Fortunately, I found Ipernity, which is the sort of community that I was looking for in Flickr. Perhaps Flickr used to be like that, but now - at least for me - it’s a pretty sterile environment with minimal engagement, and few technological advances in recent years.
Ipernity answers half my needs, but over the years I’ve been using Flickr as an on-line dumping ground for photographs, with over 4000 images that I don’t want to get rid of, and would like to have accessible on-line. I’ve had a career as an ‘IT guy’ so I’m fairly comfortable with software, if a bit rusty at writing my own, and I have a Mac Mini running as a multimedia server, so I decided to look at a self-hosted image gallery.
After trying out a few alternatives, I decided that Immich (https://immich.app) was going to meet my needs pretty well. After a bit of trial and error I got it running on the Mac, using Docker (https://www.docker.com) to take care of most of the installation and configuration. Once it was stable, I had a go at retrieving my photos from Flickr.
Flickr make it easy to get a copy of your images, but painful to port them elsewhere. For some reason, the site strips out all the useful EXIF metadata from the images and stores it separately.
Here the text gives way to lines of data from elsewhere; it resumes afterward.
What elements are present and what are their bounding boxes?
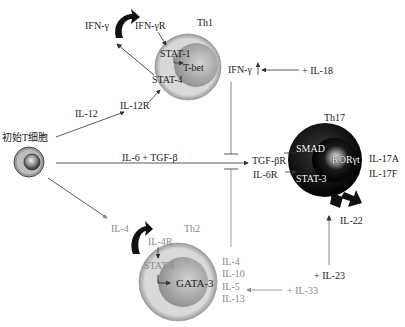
arrow-stat4-ifng xyxy=(117,44,154,75)
th17-cell xyxy=(288,123,362,208)
ifn-gamma-label: IFN-γ xyxy=(85,20,109,31)
naive-t-cell-label: 初始T细胞 xyxy=(2,132,48,143)
arrow-naive-to-th2 xyxy=(48,178,107,218)
stat6-label: STAT-6 xyxy=(144,260,175,271)
th2-output-il5: IL-5 xyxy=(222,281,240,292)
il18-label: + IL-18 xyxy=(302,65,333,76)
il22-label: IL-22 xyxy=(340,215,363,226)
th2-output-il4: IL-4 xyxy=(222,256,240,267)
arrow-ifngr xyxy=(158,32,166,45)
il23-label: + IL-23 xyxy=(314,270,345,281)
il4-input-label: IL-4 xyxy=(111,223,129,234)
th17-title: Th17 xyxy=(324,112,345,123)
th1-title: Th1 xyxy=(197,17,213,28)
il6-tgfb-label: IL-6 + TGF-β xyxy=(122,152,178,163)
il33-label: + IL-33 xyxy=(287,285,318,296)
tgf-beta-r-label: TGF-βR xyxy=(252,155,286,166)
ifn-gamma-up-label: IFN-γ xyxy=(228,64,252,75)
il17a-label: IL-17A xyxy=(369,153,399,164)
il6r-label: IL-6R xyxy=(253,169,277,180)
th2-output-il10: IL-10 xyxy=(222,268,245,279)
stat1-label: STAT-1 xyxy=(160,48,191,59)
ifn-gamma-r-label: IFN-γR xyxy=(135,20,166,31)
il12r-label: IL-12R xyxy=(120,100,149,111)
il17f-label: IL-17F xyxy=(369,168,397,179)
arrow-il12r xyxy=(148,90,160,103)
il4r-label: IL-4R xyxy=(148,236,172,247)
tbet-label: T-bet xyxy=(183,62,204,73)
stat3-label: STAT-3 xyxy=(296,173,327,184)
th2-output-il13: IL-13 xyxy=(222,293,245,304)
stat4-label: STAT-4 xyxy=(152,74,183,85)
th2-title: Th2 xyxy=(184,223,200,234)
ror-gamma-t-label: RORγt xyxy=(332,154,360,165)
naive-t-cell xyxy=(14,147,44,177)
gata3-label: GATA-3 xyxy=(176,278,214,289)
smad-label: SMAD xyxy=(296,143,325,154)
il12-label: IL-12 xyxy=(75,108,98,119)
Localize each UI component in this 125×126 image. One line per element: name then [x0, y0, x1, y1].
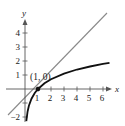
y-axis-label: y: [21, 8, 26, 18]
point-marker: [36, 87, 41, 92]
svg-text:2: 2: [48, 93, 53, 103]
svg-text:−2: −2: [10, 112, 20, 122]
svg-text:6: 6: [100, 93, 105, 103]
point-label: (1, 0): [30, 72, 51, 83]
x-axis-arrow-icon: [106, 87, 112, 92]
svg-text:3: 3: [61, 93, 66, 103]
tangent-line: [8, 13, 107, 115]
svg-text:3: 3: [16, 42, 21, 52]
svg-text:1: 1: [16, 70, 21, 80]
ln-tangent-figure: x y 1 2 3 4 5 6 4 3 2 1 −2 (1, 0): [0, 0, 125, 126]
svg-text:2: 2: [16, 56, 21, 66]
svg-text:5: 5: [87, 93, 92, 103]
x-axis-label: x: [114, 84, 119, 94]
svg-text:4: 4: [16, 28, 21, 38]
svg-text:1: 1: [35, 93, 40, 103]
y-axis-arrow-icon: [23, 19, 28, 25]
x-tick-labels: 1 2 3 4 5 6: [35, 93, 105, 103]
svg-text:4: 4: [74, 93, 79, 103]
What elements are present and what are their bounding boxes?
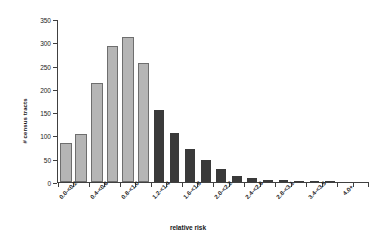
y-tick-label: 200 — [40, 86, 51, 93]
bar-slot — [353, 20, 369, 182]
x-label-slot: 3.4-<3.5 — [307, 188, 323, 222]
bar — [232, 176, 242, 182]
y-tick-label: 300 — [40, 40, 51, 47]
x-label-slot — [105, 188, 121, 222]
bar — [247, 178, 257, 182]
bar — [263, 180, 273, 182]
x-label-slot — [198, 188, 214, 222]
bar-slot — [291, 20, 307, 182]
bar-slot — [182, 20, 198, 182]
x-label-slot — [74, 188, 90, 222]
histogram-chart: # census tracts 050100150200250300350 0.… — [0, 0, 376, 242]
bar — [107, 46, 119, 182]
bar — [325, 181, 335, 182]
bar — [201, 160, 211, 182]
bar-slot — [198, 20, 214, 182]
y-axis-title: # census tracts — [22, 98, 28, 143]
bar-slot — [338, 20, 354, 182]
x-label-slot — [136, 188, 152, 222]
bar — [279, 180, 289, 182]
x-label-slot: 0.8-<1.0 — [120, 188, 136, 222]
x-axis-tick-labels: 0.0-<0.20.4-<0.60.8-<1.01.2-<1.41.6-<1.8… — [58, 188, 369, 222]
bar-slot — [229, 20, 245, 182]
bar-slot — [276, 20, 292, 182]
y-tick — [53, 160, 57, 161]
x-label-slot: 0.0-<0.2 — [58, 188, 74, 222]
x-label-slot: 2.8-<3.1 — [276, 188, 292, 222]
bar — [75, 134, 87, 182]
bar — [216, 169, 226, 182]
x-label-slot — [353, 188, 369, 222]
bar-slot — [105, 20, 121, 182]
x-label-slot — [322, 188, 338, 222]
bar — [310, 181, 320, 182]
x-label-slot: 0.4-<0.6 — [89, 188, 105, 222]
bar-series — [58, 20, 369, 182]
y-tick-label: 250 — [40, 63, 51, 70]
x-label-slot — [167, 188, 183, 222]
bar-slot — [151, 20, 167, 182]
bar-slot — [260, 20, 276, 182]
y-tick — [53, 136, 57, 137]
x-axis-title: relative risk — [0, 224, 376, 231]
bar — [154, 110, 164, 182]
y-tick — [53, 113, 57, 114]
bar-slot — [167, 20, 183, 182]
y-tick — [53, 90, 57, 91]
bar-slot — [322, 20, 338, 182]
x-label-slot: 1.2-<1.4 — [151, 188, 167, 222]
x-label-slot: 1.6-<1.8 — [182, 188, 198, 222]
bar — [185, 149, 195, 182]
x-label-slot: 4.0+ — [338, 188, 354, 222]
y-tick-label: 150 — [40, 110, 51, 117]
plot-area: 050100150200250300350 0.0-<0.20.4-<0.60.… — [57, 20, 369, 183]
bar-slot — [307, 20, 323, 182]
bar — [170, 133, 180, 182]
bar-slot — [74, 20, 90, 182]
bar-slot — [89, 20, 105, 182]
x-label-slot — [260, 188, 276, 222]
y-tick-label: 0 — [47, 180, 51, 187]
bar-slot — [120, 20, 136, 182]
x-label-slot: 2.4-<2.6 — [245, 188, 261, 222]
y-tick-label: 100 — [40, 133, 51, 140]
x-tick — [353, 183, 369, 187]
y-tick — [53, 20, 57, 21]
x-label-slot: 2.0-<2.2 — [213, 188, 229, 222]
bar-slot — [213, 20, 229, 182]
x-label-slot — [291, 188, 307, 222]
bar — [122, 37, 134, 182]
bar — [60, 143, 72, 182]
y-tick — [53, 43, 57, 44]
bar-slot — [136, 20, 152, 182]
y-tick — [53, 67, 57, 68]
y-tick-label: 350 — [40, 17, 51, 24]
bar-slot — [58, 20, 74, 182]
bar — [294, 181, 304, 182]
bar — [91, 83, 103, 182]
bar-slot — [245, 20, 261, 182]
bar — [138, 63, 150, 182]
x-label-slot — [229, 188, 245, 222]
y-tick — [53, 183, 57, 184]
y-tick-label: 50 — [44, 156, 51, 163]
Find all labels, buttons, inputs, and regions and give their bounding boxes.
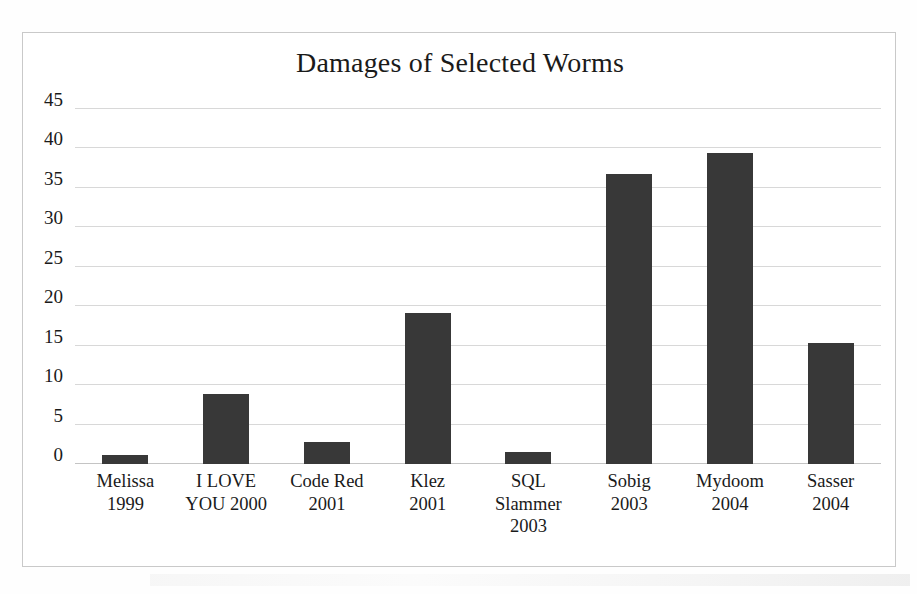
scanned-page: Damages of Selected Worms 05101520253035… — [0, 0, 917, 594]
bar-slot — [780, 109, 881, 464]
y-axis-tick-label: 25 — [44, 247, 63, 266]
bar-slot — [680, 109, 781, 464]
y-axis-tick-label: 0 — [54, 445, 64, 464]
bar-slot — [75, 109, 176, 464]
x-axis-tick-label: Code Red2001 — [277, 470, 378, 515]
bar[interactable] — [808, 343, 854, 464]
x-axis-tick-label-line: 1999 — [75, 493, 176, 516]
x-axis-tick-label-line: 2004 — [680, 493, 781, 516]
x-axis-tick-label: Klez2001 — [377, 470, 478, 515]
y-axis-tick-label: 5 — [54, 405, 64, 424]
bar[interactable] — [405, 313, 451, 464]
bar[interactable] — [707, 153, 753, 464]
y-axis-tick-label: 15 — [44, 326, 63, 345]
bar[interactable] — [304, 442, 350, 464]
x-axis-tick-label-line: Melissa — [75, 470, 176, 493]
x-axis-tick-label-line: I LOVE — [176, 470, 277, 493]
x-axis-tick-label-line: Slammer — [478, 493, 579, 516]
bar-slot — [176, 109, 277, 464]
y-axis-tick-label: 35 — [44, 168, 63, 187]
plot-area: 051015202530354045 — [75, 109, 881, 464]
bar-slot — [478, 109, 579, 464]
x-axis-tick-label-line: Klez — [377, 470, 478, 493]
x-axis-tick-label: Melissa1999 — [75, 470, 176, 515]
x-axis-tick-label: Mydoom2004 — [680, 470, 781, 515]
bar[interactable] — [505, 452, 551, 464]
x-axis-labels: Melissa1999I LOVEYOU 2000Code Red2001Kle… — [75, 470, 881, 565]
x-axis-tick-label-line: Code Red — [277, 470, 378, 493]
chart-frame: Damages of Selected Worms 05101520253035… — [22, 32, 896, 567]
bar-series — [75, 109, 881, 464]
x-axis-tick-label: Sobig2003 — [579, 470, 680, 515]
x-axis-tick-label-line: SQL — [478, 470, 579, 493]
x-axis-tick-label: SQLSlammer2003 — [478, 470, 579, 538]
x-axis-tick-label-line: Sasser — [780, 470, 881, 493]
x-axis-tick-label-line: YOU 2000 — [176, 493, 277, 516]
bar[interactable] — [606, 174, 652, 464]
x-axis-tick-label-line: 2001 — [377, 493, 478, 516]
scan-artifact — [150, 574, 910, 586]
chart-title: Damages of Selected Worms — [23, 47, 897, 79]
bar[interactable] — [102, 455, 148, 464]
y-axis-tick-label: 10 — [44, 366, 63, 385]
x-axis-tick-label-line: 2004 — [780, 493, 881, 516]
bar-slot — [579, 109, 680, 464]
x-axis-tick-label: Sasser2004 — [780, 470, 881, 515]
x-axis-tick-label-line: 2003 — [478, 515, 579, 538]
bar[interactable] — [203, 394, 249, 464]
x-axis-tick-label: I LOVEYOU 2000 — [176, 470, 277, 515]
x-axis-tick-label-line: Sobig — [579, 470, 680, 493]
y-axis-tick-label: 30 — [44, 208, 63, 227]
x-axis-tick-label-line: 2003 — [579, 493, 680, 516]
bar-slot — [377, 109, 478, 464]
x-axis-tick-label-line: Mydoom — [680, 470, 781, 493]
x-axis-tick-label-line: 2001 — [277, 493, 378, 516]
y-axis-tick-label: 20 — [44, 287, 63, 306]
y-axis-tick-label: 40 — [44, 129, 63, 148]
bar-slot — [277, 109, 378, 464]
y-axis-tick-label: 45 — [44, 90, 63, 109]
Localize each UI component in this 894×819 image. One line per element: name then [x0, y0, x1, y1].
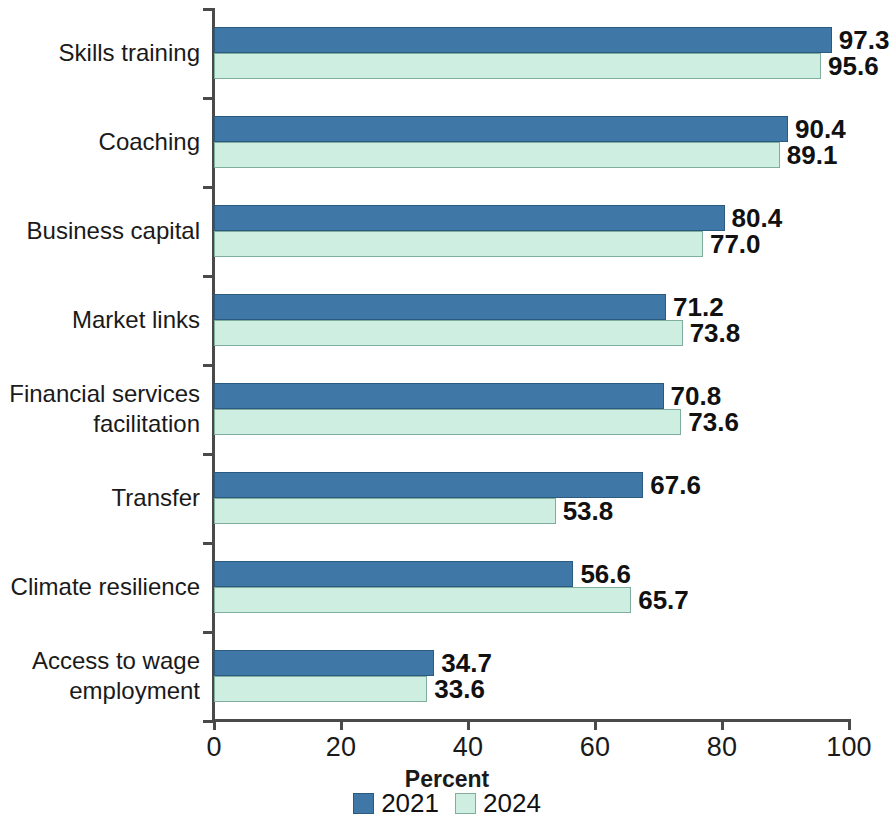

When you request your photos, Flickr processes for a few minutes or hours, and sends you a link to download a bunch of zip files, including a subdirectory of files in JSON format that relate to all the images in directories elsewhere.
With a bit of searching I found another open source utility called exfitool (https://exiftool.org) that manipulates the data, but it looked like it would take me quite a while to figure out how it works, and many hours to dust off my coding skills and write a program to merge everything. I decided to see if AI could help.
AI ‘chatbots’ and Large Language Models get a lot of well deserved bad press, but as a coding assistant they can be a huge timesaver. It took less than five minutes to describe what I wanted to the Claude AI (https://claude.ai/), with it asking a few clarification questions, after which it created nicely commented Python script that did the job flawlessly; even including a ‘dry run’ mode to test it before modifying any files.
My only outstanding problem is that the Flickr export mixes photographs from different albums into the export directories. There’s another JSON file that seems to contain the mapping, but with the time I’ve saved I’ve decided to restructure the albums manually and curate my collection a bit.
So, it turns out that self-hosting a Flickr alternative isn’t too tricky, and AI can really help in generating easy to follow instructions, and program code that would take a rusty human a lot of hours to get right.